Greenland’s Fingerprint in Rising Seas

Satellite data reveal the first unambiguous evidence linking a melting ice sheet to a predicted pattern of sea level rise.

Icebergs at the end of the Ilulissat Icefjord, Disko Bay, western Greenland.

Scientists who study the impact of melting glaciers and ice sheets have for the first time detected the fingerprint of a melting ice sheet, as it creates distinctive patterns of change to global sea levels. Newly released satellite data allowed researchers to see that changes to sea surface height near the rapidly melting Greenland Ice Sheet unambiguously fit their models. This validation, write researchers including Sophie Coulson, Ph.D. ’21, now a postdoctoral fellow at Los Alamos National Laboratory, research associate Linda Pan, and Baird professor of science Jerry Mitrovica in the September 29 issue of Science, suggests the possibility that tide gauge and satellite data can be used to improve predictions of global sea-level rise, and help identify (or at least constrain) regional sources of meltwater. 

Counterintuitively, sea levels tend to fall near a melting ice sheet, and rise elsewhere around the globe. If the Greenland ice sheet melted entirely, for example, sea level would drop an estimated 20 to 50 meters near the coast. That is in part because the 3,000-trillion-ton ice sheet is so large that it exerts gravitational pull on the seas around it, which would be lost; and in part because the Earth’s crust, relieved of the weight of ice above it, would rebound, raising the elevation of land relative to the ocean. Both forces—diminished gravitational pull, and displacement of ocean water by ascending planetary crust—had been predicted to cause sea level to rise more than the global average beyond 2,000 kilometers from Greenland (For more about this and other aspects of Mitrovica’s research, read the Harvard Magazine feature article, “The Plastic Earth”).

The modern theoretical and computational modeling of these effects was pioneered in the Mitrovica lab, which rarely ventures into analysis of contemporary data. But in this case, he said in an interview, “we were lucky to work with David Sandwell,” an “important figure in what’s known as geodesy,” the study of the Earth’s shape, orientation in space, and gravitational field. Sandwell, a professor at the University of California, San Diego (and senior author of the paper), is an expert in this kind of data analysis.

Nevertheless, the effects of a melting ice sheet on sea level are difficult to detect. There is tremendous “noise” in measurements of sea surface height, caused mainly by shifting tides, currents, and winds. Water temperature and salinity also affect ocean volume, and all these dynamics must be accounted for to discern millimeter-scale changes in sea level that occur across decades. What led to the breakthrough analysis in this case was the release of satellite altimetry data (by a European marine monitoring agency) that included measurements from northerly latitudes including much of coastal Greenland. This is where the fingerprint of the island’s melting ice sheet was predicted to be most pronounced—with 10 millimeters of plunging sea-level for every millimeter that Greenland contributes to average global sea-level rise. 


Shaded lower region shows the predicted drop in sea level near Greenland by latitude along a south to north axis. The upper line, with error bars, shows the measured drop in sea levels derived from satellite altimetry data during the period from 1993 to 2019. The trends track closely except at the highest latitudes, where the effects of the ice sheet melting are most pronounced. There, the measured sea height (upper line) does not decline as rapidly as the Greenland fingerprint model predicts. The difference between the two lines—about a millimeter—represents the growing contributions to sea level rise from melting ice elsewhere in the world, explains Mitrovica, from glaciers in Alaska to ice sheets in Antarctica.

Reprinted with permission from S. Coulson et al., Science, Volume 337:1550 (2022)

Most satellites don’t have high-polar orbits, explains Mitrovica, but a few pass occasionally above high-latitude regions like Greenland. Over time, the cumulative data from these observations, which in this case span the period from 1993 to 2019, can be used to accurately calculate long-term changes in sea level. The researchers compared the satellite observations to their modeled fingerprints of sea-level change attributable to the Greenland ice sheet for two periods: from 1993 to 2019, the full length of the altimetry dataset; and for 2002 to 2019, a period of accelerated melting. The models and observations matched for both periods, unambiguously validating decades of theoretical work.

The observed drop in sea levels near Greenland has bleak implications for coastal communities distant from this and other ice sheets, however. Seas along coastal South America, western Africa, East Asia, and Australia are already rising more rapidly than the global average.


_Problem requirements_: Work out how many lines in the data hold the word "Party", and reply with that number only.

_Excerpted data_:
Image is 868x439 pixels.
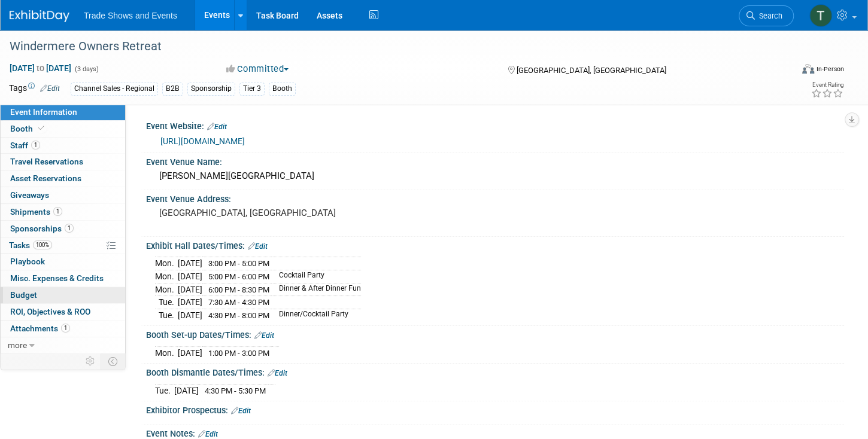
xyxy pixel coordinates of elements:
a: Misc. Expenses & Credits [1,271,125,287]
a: Budget [1,288,125,304]
td: Mon. [155,271,178,283]
a: [URL][DOMAIN_NAME] [161,136,245,146]
td: [DATE] [178,258,203,271]
a: Edit [231,407,251,415]
span: 4:30 PM - 8:00 PM [208,311,270,320]
a: Asset Reservations [1,171,125,187]
span: Playbook [10,257,45,266]
td: Personalize Event Tab Strip [80,354,101,369]
span: 1 [31,140,40,150]
a: Event Information [1,104,125,120]
span: 3:00 PM - 5:00 PM [208,259,270,268]
span: (3 days) [74,66,99,73]
a: ROI, Objectives & ROO [1,304,125,320]
span: 1:00 PM - 3:00 PM [208,349,270,358]
td: [DATE] [178,283,203,296]
span: ROI, Objectives & ROO [10,307,90,316]
span: 4:30 PM - 5:30 PM [205,386,266,396]
td: Mon. [155,346,178,359]
span: Event Information [10,107,77,117]
td: [DATE] [178,296,203,310]
td: Tue. [155,385,174,396]
div: Event Rating [811,82,843,88]
td: [DATE] [178,271,203,283]
div: Booth Dismantle Dates/Times: [146,364,844,379]
td: Mon. [155,283,178,296]
div: Windermere Owners Retreat [5,36,773,58]
a: Playbook [1,254,125,270]
a: Edit [207,123,227,131]
span: more [8,340,27,351]
td: [DATE] [178,309,203,322]
td: [DATE] [174,385,199,396]
span: Tasks [9,241,52,250]
a: Edit [267,369,288,378]
a: Shipments1 [1,204,125,220]
span: Misc. Expenses & Credits [10,274,104,283]
div: Event Venue Name: [146,153,844,168]
a: Search [739,5,794,26]
div: Booth Set-up Dates/Times: [146,326,844,342]
td: Tue. [155,296,178,310]
span: 5:00 PM - 6:00 PM [208,272,270,282]
span: [GEOGRAPHIC_DATA], [GEOGRAPHIC_DATA] [517,66,666,75]
span: Asset Reservations [10,174,82,183]
div: Sponsorship [187,83,235,95]
div: B2B [163,83,183,95]
button: Committed [222,63,294,76]
div: Channel Sales - Regional [71,83,158,95]
a: Edit [40,84,60,93]
span: Travel Reservations [10,157,83,167]
div: Booth [269,83,296,95]
i: Booth reservation complete [38,125,44,132]
span: Staff [10,140,40,151]
a: Tasks100% [1,237,125,254]
span: Shipments [10,207,62,217]
a: Edit [198,430,218,439]
td: [DATE] [178,346,203,359]
td: Mon. [155,258,178,271]
a: Travel Reservations [1,154,125,170]
pre: [GEOGRAPHIC_DATA], [GEOGRAPHIC_DATA] [159,208,424,219]
img: Format-Inperson.png [802,64,814,74]
span: Attachments [10,324,70,334]
div: In-Person [816,65,844,74]
div: Exhibitor Prospectus: [146,402,844,417]
a: Booth [1,121,125,137]
span: 1 [61,324,70,333]
td: Toggle Event Tabs [101,354,126,369]
span: 7:30 AM - 4:30 PM [208,298,270,307]
td: Tags [9,82,60,96]
span: 100% [33,241,52,249]
a: Attachments1 [1,321,125,337]
span: Trade Shows and Events [83,11,177,20]
span: Sponsorships [10,224,74,233]
td: Dinner & After Dinner Fun [271,283,361,296]
span: to [35,64,46,73]
a: Staff1 [1,138,125,154]
a: more [1,338,125,354]
img: Tiff Wagner [809,4,832,27]
a: Giveaways [1,187,125,203]
span: Booth [10,124,47,134]
div: Exhibit Hall Dates/Times: [146,237,844,253]
span: 1 [54,207,62,216]
span: Search [755,11,783,20]
div: Tier 3 [239,83,265,95]
span: 1 [65,224,74,233]
span: [DATE] [DATE] [9,63,71,74]
span: 6:00 PM - 8:30 PM [208,286,270,294]
div: Event Format [720,62,845,80]
td: Tue. [155,309,178,322]
td: Dinner/Cocktail Party [271,309,361,322]
img: ExhibitDay [9,10,70,22]
span: Giveaways [10,191,49,200]
div: Event Website: [146,117,844,133]
div: [PERSON_NAME][GEOGRAPHIC_DATA] [155,167,835,185]
a: Edit [248,242,267,251]
a: Edit [254,332,274,340]
td: Cocktail Party [271,271,361,283]
div: Event Venue Address: [146,191,844,205]
a: Sponsorships1 [1,221,125,237]
span: Budget [10,290,37,299]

_Solution to the exercise_: 2